Actually, I was the only available expert in the rather specialized field. The wage I wanted was significantly above the union scale for someone with no teaching experience and no credential, but management really wanted me.
Here was my position: management wanted me, so they jiggered “equivalent experience,” got me a “special credential” and put me in at over the rate the union felt I should get. The union was pushing to get me lower pay than I was asking for (or management wanted to offer), so I’d be on scale. Isn’t that a great way to represent your members?
I seem to be getting out of this that screen writers – the active members of the union – are technical employees. It’s not like being a real writer where you can sit at your house in Maine and write whatever you fancy, and sell what sells. This is a job. You may be able to inject a little of your own personality, but mostly you’re doing what you’re told to do. You can excerise your real talent (“be a ‘real’ writer”) at Starbucks while working on your spec script, but your daily bread consists of doing what you’re told. And doing what you’re told goes beyond sitting at your laptop and just writing; you’ve got all of the functional parts of the job as well, ergo your actual writing talent versus people that are not professional writers (but are skilled writers) isn’t as important as your ability to perform all of the ancillary functions. Just 'cos you’re handy with the MIG gun in your garage doesn’t make you a welding engineer.
I’ve got to ask, what percentage of you professional screenwriters’ time is dedicated to actual writing?
I see a lot of movies, but unless it’s a book author who wrote his own screenplay (with or without real screenwriters helping or even doing the whole job), or a famous director or producer, I have no idea who any screen writers are. I can name tons of book authors or playwrites, even if I’ve never read them. But screen writers? Even though I’ve seen more movies and TV than books I’ve read? I don’t mean my ignorance to be an insult – you probably know each other, and you’re known in the industry, but there’s no general modicum of public recognition for most of you…
…so let me ask, how did you get into the business in the first place? At some point did you just happen to get noticed for a spec script? Did you even have to sell that script? Or was the talent recognized so that you got a contracted job? I’m not looking for a guide to get into the industry (not interested in doing that), but rather, how’d you do it yourself?
Just to clarify on this point. I think working with an editor is fine, and changing some things are fine…but for me, I write to put out certain thoughts or messages or philosophies of mine, and to call me and say “great, but can you take out the whole part where the prostitute has cancer?” when that’s the entire point of the book, no, I’d rather shelve the book and write something else than change my whole view to make it more John Grisham-y.
What I love most about these strike discussions is that my attitude is extremely similar to that of Diogenes and the others who whinge about the crap that’s on teevee. Could I write better than that? Hell yes, I could! As long as we define “better” as “stuff that I like”. I’d tune in for my own show every night of the week.
It would be the most awesomest show on the boob-tube, and it would have a total audience of one for every broadcast.
I wouldn’t say that is the case. Writing skill is still paramount.
It’s like being a session musician as opposed to a rock star. Being a rock star is all about expressing your unique musical vision. Being a session musician is about delivering the sound the client wants with a minimum amount of fuss. Which job requires more musical skill … ? :dubious:
That’s a good compairson. Let me give you another.
I’m a copywriter (advertising, news releases, stories for the company newsletter, speeches and so on.) Everything I write has to fit a certain, preassigned, format. It has to follow whatever standards my employer set. It has to be approved by at least one (usually a bunch more) superior. I have to balance all those comments in my rewrites and still fit the format.
I have to be prepared to rewrite stuff over and over without letting my ego get in the way. And I have to do it on deadline.
I don’t find it to be especially difficult, but I’ve been doing it for more than 30 years. I’m not a novelist or a playwright, but I’ve known aspiring novelists and playwrights who couldn’t write copy worth a damn. Am I a better writer than them? No, but I know my craft.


> [Your task]:
In the entries below, find the line containing "y1, x2, y2]." and the line containing "in a rectangle.". Copy those two lines and everything between them exactly, without the pictures.

> [Records for the exercise]:
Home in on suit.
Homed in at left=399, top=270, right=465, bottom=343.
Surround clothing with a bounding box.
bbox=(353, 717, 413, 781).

* * *

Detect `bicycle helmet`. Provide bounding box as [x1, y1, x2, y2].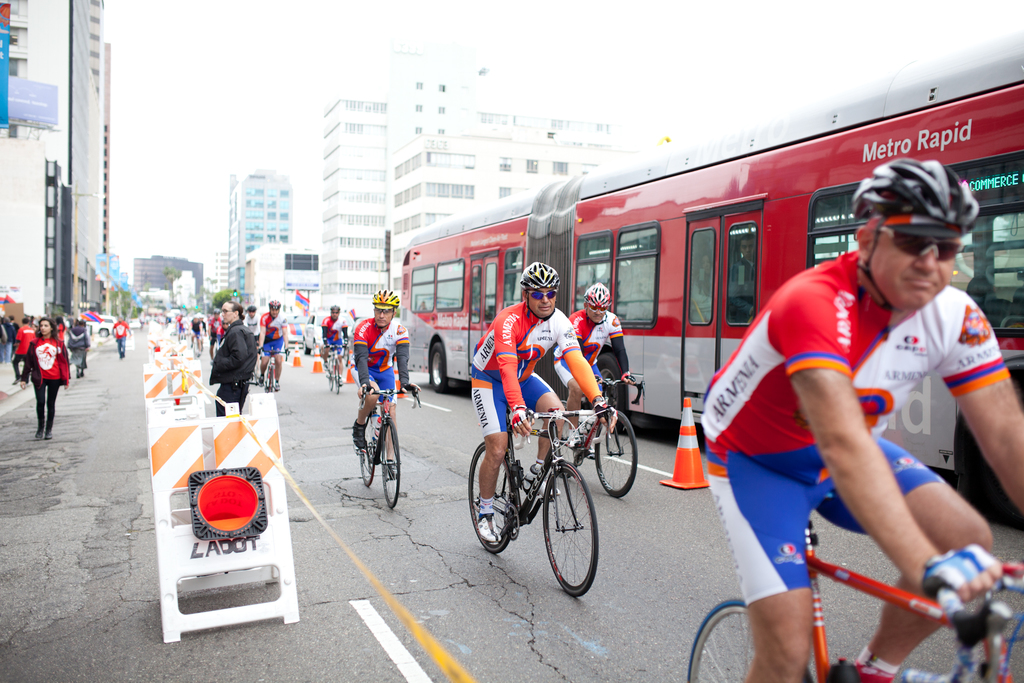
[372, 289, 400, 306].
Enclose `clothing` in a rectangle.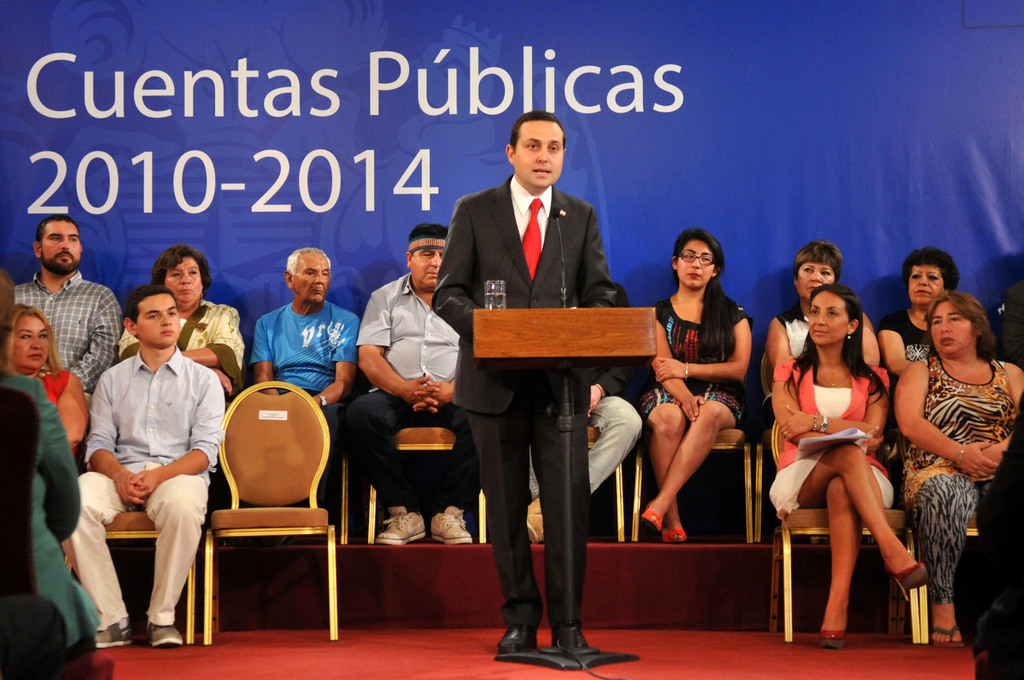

...

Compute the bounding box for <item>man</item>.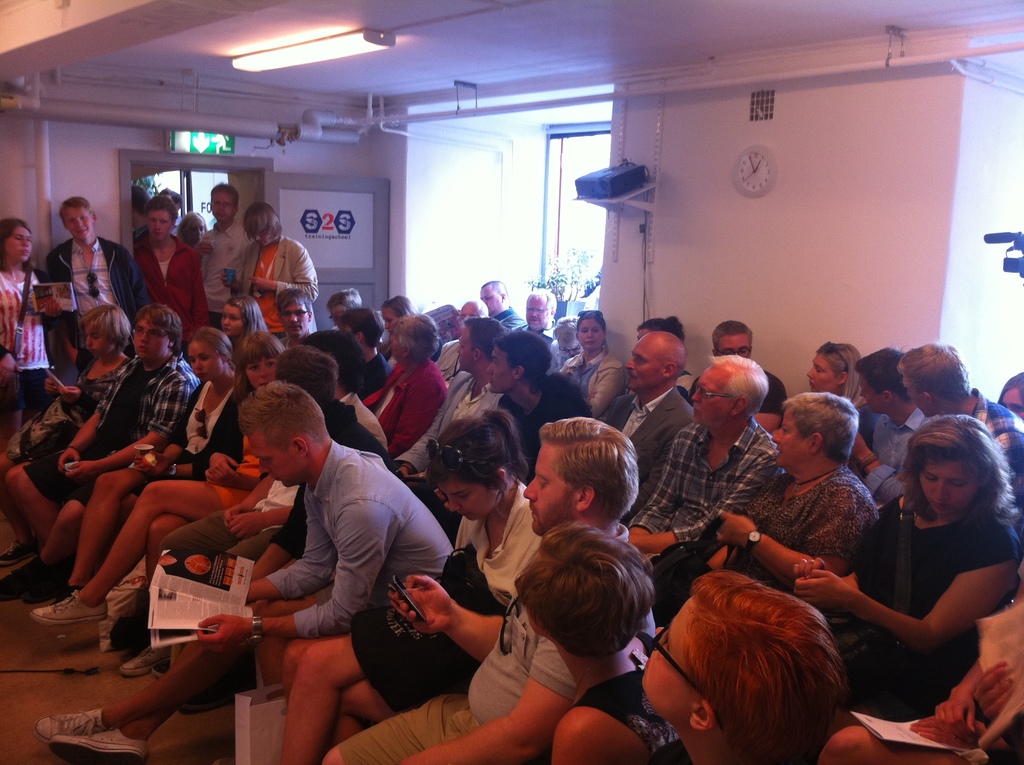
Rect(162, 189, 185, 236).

> [Answer for the task]:
Detect `bicycle helmet`. Provide bounding box as [x1, y1, x2, y2].
[372, 289, 400, 306].
Enclose `clothing` in a rectangle.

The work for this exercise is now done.